8 comments

[ 3.0 ms ] story [ 17.8 ms ] thread
> That's real, but it understates the problem.

It's all so tiresome.

What drives people to post blatant slop like this?
ARP is not an issue at smaller scales, but at larger ones it can cause problems. Reducing the L2 broadcast 'blast radius' is one of the touted benefits of EVPN (which use may be worth considering once you get above ~20 switches):

* https://www.youtube.com/watch?v=W_z37Rq7qgY

Saw this in IETF already but it's not clear why it's useful especially as the old path still needs to be implemented for compatibility. TFA is obviously LLMslop, which is very disappointing from RIPE.
I don't get your question? If you use a /32 then there is no broadcast address and no ARP. And the /32 are then announced by your internal routing protocol.
For corporate networks, where you control what devices get onto non-guest VLANs/subnets, you'll have better control over devices that support this new functionality. See for example Google's work on removing IPv4 on corporate networks:

* https://www.youtube.com/watch?v=UTRsi6mbAWM

"Obviously" in what way?

But why is this little hack advantageous over dual-stack? Advanced switches already don't forward ARPs they can handle locally.
Because dual-stack means having to deal with stand up IPv4, which entails more configuration, more address planning, more infra, etc. See perhaps "§5.1 IPv6-only Compared to Dual-Stack":

* https://datatracker.ietf.org/doc/html/draft-ietf-v6ops-6mops

Fewer IPv4 deployed subnets means those addresses can be used where they're 'really' needed instead of being 'wasted'.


▸ **Assigned task**
For the string "Tags", report how many lines in the records below contain it, and nothing more.

▸ **Provided data**
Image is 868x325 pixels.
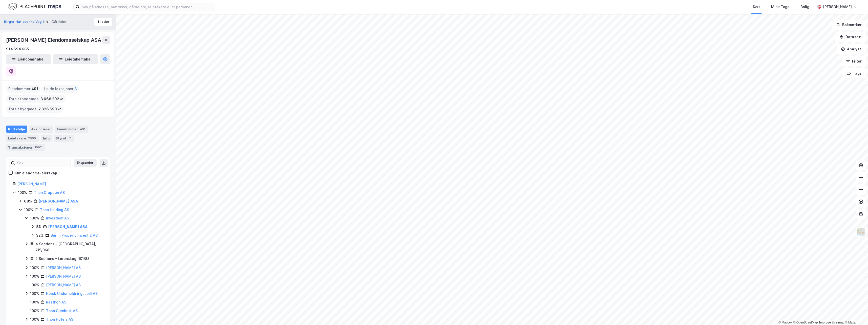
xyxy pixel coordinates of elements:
div: 68% [24,198,32,204]
button: Analyse [837,44,866,54]
div: Kontrollprogram for chat [843,301,868,325]
a: Thon Gjenbruk AS [46,309,78,313]
a: OpenStreetMap [793,321,818,324]
img: Z [856,227,866,237]
a: [PERSON_NAME] ASA [39,199,78,203]
div: Transaksjoner [6,144,45,151]
a: Investhon AS [46,216,69,220]
div: 7 [67,136,72,141]
div: Totalt tomteareal : [6,95,65,103]
div: Styret [54,135,75,142]
div: 100% [30,308,39,314]
button: Birger Hatlebakks Veg 3 [4,19,45,24]
div: Leide lokasjoner : [42,85,79,93]
button: Leietakertabell [53,54,98,64]
img: logo.f888ab2527a4732fd821a326f86c7f29.svg [8,2,61,11]
div: 100% [18,190,27,196]
div: [PERSON_NAME] [823,4,852,10]
button: Tilbake [94,18,112,26]
div: Leietakere [6,135,39,142]
div: 100% [30,317,39,323]
div: 4 Sections - [GEOGRAPHIC_DATA], 215/368 [35,241,104,253]
div: Bolig [800,4,809,10]
a: [PERSON_NAME] AS [46,283,81,287]
a: Improve this map [819,321,844,324]
div: 100% [30,290,39,297]
input: Søk på adresse, matrikkel, gårdeiere, leietakere eller personer [80,3,214,11]
div: Portefølje [6,126,27,133]
span: 491 [31,86,38,92]
span: 3 066 202 ㎡ [41,96,64,102]
div: 100% [30,273,39,280]
div: Mine Tags [771,4,789,10]
div: Eiendommer : [6,85,40,93]
a: Resthon AS [46,300,66,304]
div: 914 594 685 [6,46,29,52]
a: [PERSON_NAME] AS [46,266,81,270]
button: Bokmerker [832,20,866,30]
button: Eiendomstabell [6,54,51,64]
span: 2 826 590 ㎡ [38,106,61,112]
div: 100% [30,265,39,271]
a: [PERSON_NAME] AS [46,274,81,278]
a: [PERSON_NAME] [17,182,46,186]
div: Gårdeier [51,19,67,25]
a: [PERSON_NAME] ASA [48,224,87,229]
div: 100% [30,282,39,288]
div: 491 [79,127,86,132]
a: Thon Holding AS [40,207,69,212]
div: Kun eiendoms-eierskap [15,170,57,176]
button: Datasett [835,32,866,42]
div: Kart [753,4,760,10]
div: 2 Sections - Lørenskog, 101/88 [35,256,90,262]
div: 8% [36,224,41,230]
a: Norsk Underholdningsspill AS [46,291,98,296]
a: Thon Hotels AS [46,317,73,321]
div: 2960 [27,136,37,141]
iframe: Chat Widget [843,301,868,325]
div: [PERSON_NAME] Eiendomsselskap ASA [6,36,102,44]
input: Søk [15,159,70,167]
a: Mapbox [778,321,792,324]
div: Info [41,135,51,142]
div: 100% [30,299,39,305]
button: Ekspander [73,159,96,167]
button: Filter [841,56,866,66]
div: Eiendommer [55,126,88,133]
button: Tags [843,69,866,78]
div: 100% [30,215,39,221]
div: 100% [24,207,33,213]
div: Aksjonærer [29,126,53,133]
span: 3 [75,86,77,92]
div: 32% [36,232,44,238]
a: Berlin Property Invest 2 AS [50,233,98,238]
div: 1007 [34,145,43,150]
div: Totalt byggareal : [6,105,63,113]
a: Thon Gruppen AS [34,190,65,195]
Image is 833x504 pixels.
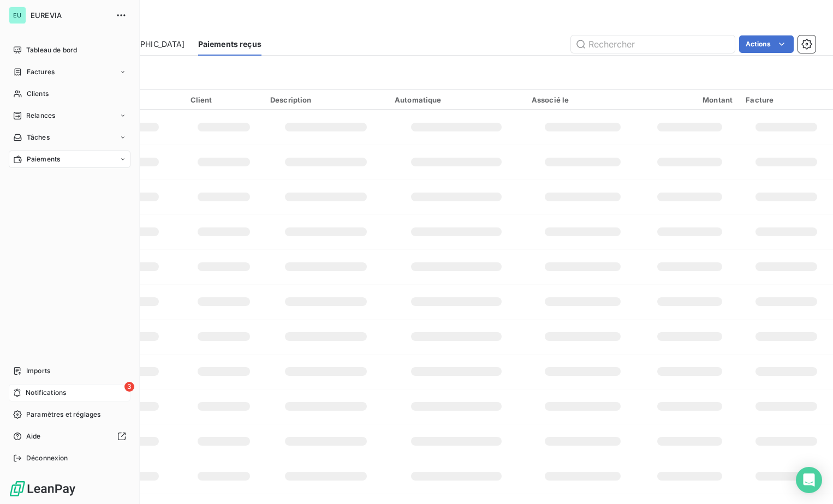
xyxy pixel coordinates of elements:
[27,154,60,164] span: Paiements
[125,382,134,392] span: 3
[26,432,41,442] span: Aide
[26,410,101,420] span: Paramètres et réglages
[9,7,26,24] div: EU
[647,96,732,104] div: Montant
[26,111,55,121] span: Relances
[796,467,822,493] div: Open Intercom Messenger
[739,35,794,53] button: Actions
[30,11,109,20] span: EUREVIA
[191,96,257,104] div: Client
[26,46,77,55] span: Tableau de bord
[26,366,50,376] span: Imports
[9,428,130,445] a: Aide
[26,453,68,463] span: Déconnexion
[27,89,49,98] span: Clients
[27,67,54,77] span: Factures
[27,133,50,143] span: Tâches
[395,96,519,104] div: Automatique
[532,96,635,104] div: Associé le
[25,388,66,398] span: Notifications
[9,480,77,497] img: Logo LeanPay
[745,96,826,104] div: Facture
[270,96,382,104] div: Description
[198,39,261,50] span: Paiements reçus
[571,35,734,53] input: Rechercher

▸ **Answer to this exercise**
2